Oral Presentation AFSS/NZFSS Joint Conference 2019

The hydrological impact of stormwater source-control measures at the catchment scale (#17)

Matthew J Burns 1 , Congying Li 1 , Samantha J Imberger 1 , Chris Walsh 1 , Tim Fletcher 1
  1. The University of Melbourne, Richmond, VIC, Australia

Most streams draining urban landscapes are ecologically degraded. A primary source of this degradation is urban stormwater runoff, which severely alters flow and water quality regimes. It is hypothesised that the hydrological impacts of stormwater can be mitigated by improving the sustainability of drainage practices. This involves catchment-wide application of stormwater source-control measures (SCMs)—e.g. rainwater tanks, rain-gardens, infiltration systems, etc. The Little Stringybark Creek (LSC) Project (see www.urbanstreams.unimelb.edu.au) is one of the few projects in the world to test if SCMs can influence catchment-scale hydrology. Since late 2008, hundreds of SCMs have been constructed in two impact catchments. In parallel we have been monitoring the streamflow in the impact catchments as well as in nearby reference and control streams. The reference streams are free of stormwater impact, whereas the control streams are ecologically degraded and have not been subject to intense SCM implementation. In this work we assessed whether the application of SCMs in the impact catchments has had a detectable hydrological impact at the catchment scale. To do this, we firstly selected thousands of individual storm-events from the rainfall-runoff records. For each storm event, we calculated flow metrics of interest—e.g. runoff coefficient (runoff divided by rainfall). We hypothesised that the sustainable drainage practices have reduced the amount of rain which becomes runoff in the impact catchments. We carried out the assessment using Bayesian hierarchical modelling in order to account for differing degrees of manipulation among impact catchments in relation to reference and control catchments. We present here the preliminary results from this statistical modelling.  These results suggest that such interventions have greater impact on runoff behaviour than they do on baseflow behaviour, reflecting the complexity of factors driving low flows in urban catchments. This work has important implications for the way stormwater is managed in our catchments for the projection or restoration of receiving waters.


> [What the task requires] Although the entries contain pictures, write out only their text, exactly as it stands.
_ _ _
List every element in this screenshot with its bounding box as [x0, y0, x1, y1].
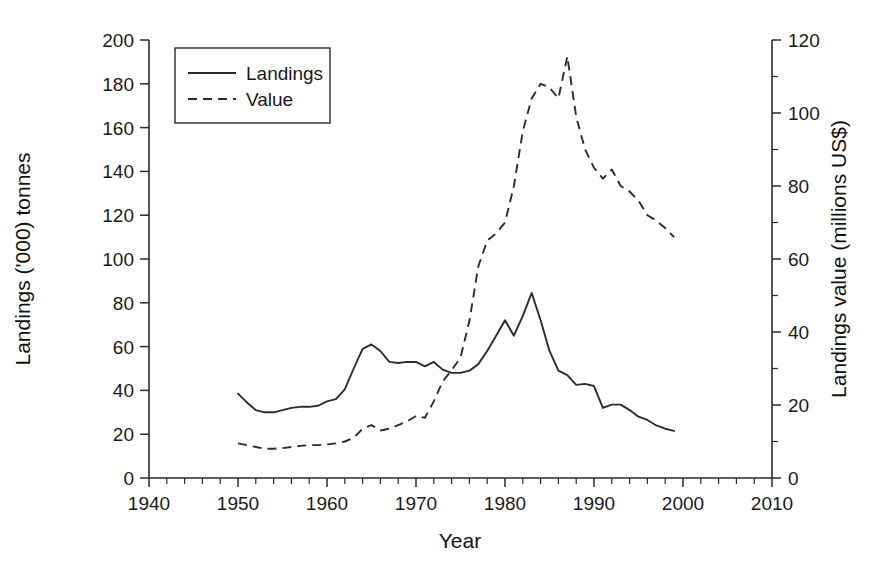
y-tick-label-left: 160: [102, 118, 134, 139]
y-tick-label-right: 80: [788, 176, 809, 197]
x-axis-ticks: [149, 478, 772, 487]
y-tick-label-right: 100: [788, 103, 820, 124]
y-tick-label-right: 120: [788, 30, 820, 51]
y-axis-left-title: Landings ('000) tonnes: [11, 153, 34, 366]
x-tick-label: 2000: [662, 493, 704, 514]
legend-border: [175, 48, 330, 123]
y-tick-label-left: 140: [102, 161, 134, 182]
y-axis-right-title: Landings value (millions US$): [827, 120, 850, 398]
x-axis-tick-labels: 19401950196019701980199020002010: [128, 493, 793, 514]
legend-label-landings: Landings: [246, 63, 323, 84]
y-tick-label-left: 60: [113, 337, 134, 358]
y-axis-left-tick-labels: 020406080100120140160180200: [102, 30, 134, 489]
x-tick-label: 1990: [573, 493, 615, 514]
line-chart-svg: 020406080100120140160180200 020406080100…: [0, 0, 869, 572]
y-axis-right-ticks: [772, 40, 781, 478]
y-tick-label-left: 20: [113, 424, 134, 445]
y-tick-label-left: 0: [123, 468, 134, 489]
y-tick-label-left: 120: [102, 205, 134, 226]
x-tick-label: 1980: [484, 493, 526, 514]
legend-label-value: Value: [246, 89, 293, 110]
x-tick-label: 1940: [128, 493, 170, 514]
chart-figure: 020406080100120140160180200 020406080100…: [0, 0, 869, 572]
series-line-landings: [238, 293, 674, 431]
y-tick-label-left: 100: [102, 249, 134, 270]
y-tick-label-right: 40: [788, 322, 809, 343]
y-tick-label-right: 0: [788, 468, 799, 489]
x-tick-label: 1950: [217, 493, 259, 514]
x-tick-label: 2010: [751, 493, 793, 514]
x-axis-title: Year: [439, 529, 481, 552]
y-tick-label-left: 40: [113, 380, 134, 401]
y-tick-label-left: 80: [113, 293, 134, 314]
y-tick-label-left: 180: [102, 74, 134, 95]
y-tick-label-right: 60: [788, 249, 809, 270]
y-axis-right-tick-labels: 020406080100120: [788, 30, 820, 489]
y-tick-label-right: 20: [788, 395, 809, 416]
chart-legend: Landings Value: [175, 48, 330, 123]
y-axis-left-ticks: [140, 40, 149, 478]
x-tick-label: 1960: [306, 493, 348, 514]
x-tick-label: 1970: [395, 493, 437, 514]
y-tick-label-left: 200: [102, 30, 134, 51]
_ _ _
> [Result of this exercise]
List every element in this screenshot with its bounding box as [x0, y0, x1, y1].
y-tick-label-left: 160: [102, 118, 134, 139]
y-tick-label-right: 80: [788, 176, 809, 197]
x-axis-ticks: [149, 478, 772, 487]
y-tick-label-right: 100: [788, 103, 820, 124]
y-tick-label-right: 120: [788, 30, 820, 51]
y-axis-left-title: Landings ('000) tonnes: [11, 153, 34, 366]
x-tick-label: 2000: [662, 493, 704, 514]
legend-border: [175, 48, 330, 123]
y-tick-label-left: 140: [102, 161, 134, 182]
y-axis-right-title: Landings value (millions US$): [827, 120, 850, 398]
x-axis-tick-labels: 19401950196019701980199020002010: [128, 493, 793, 514]
legend-label-landings: Landings: [246, 63, 323, 84]
y-tick-label-left: 60: [113, 337, 134, 358]
y-axis-left-tick-labels: 020406080100120140160180200: [102, 30, 134, 489]
x-tick-label: 1990: [573, 493, 615, 514]
line-chart-svg: 020406080100120140160180200 020406080100…: [0, 0, 869, 572]
y-axis-right-ticks: [772, 40, 781, 478]
y-tick-label-left: 20: [113, 424, 134, 445]
y-tick-label-left: 0: [123, 468, 134, 489]
y-tick-label-left: 120: [102, 205, 134, 226]
x-tick-label: 1980: [484, 493, 526, 514]
legend-label-value: Value: [246, 89, 293, 110]
x-tick-label: 1940: [128, 493, 170, 514]
chart-figure: 020406080100120140160180200 020406080100…: [0, 0, 869, 572]
series-line-landings: [238, 293, 674, 431]
y-tick-label-left: 100: [102, 249, 134, 270]
y-tick-label-right: 40: [788, 322, 809, 343]
y-tick-label-right: 0: [788, 468, 799, 489]
x-tick-label: 1950: [217, 493, 259, 514]
x-tick-label: 2010: [751, 493, 793, 514]
x-axis-title: Year: [439, 529, 481, 552]
y-tick-label-left: 40: [113, 380, 134, 401]
y-tick-label-left: 80: [113, 293, 134, 314]
y-tick-label-left: 180: [102, 74, 134, 95]
y-tick-label-right: 60: [788, 249, 809, 270]
y-axis-right-tick-labels: 020406080100120: [788, 30, 820, 489]
y-tick-label-right: 20: [788, 395, 809, 416]
chart-legend: Landings Value: [175, 48, 330, 123]
y-axis-left-ticks: [140, 40, 149, 478]
x-tick-label: 1960: [306, 493, 348, 514]
x-tick-label: 1970: [395, 493, 437, 514]
y-tick-label-left: 200: [102, 30, 134, 51]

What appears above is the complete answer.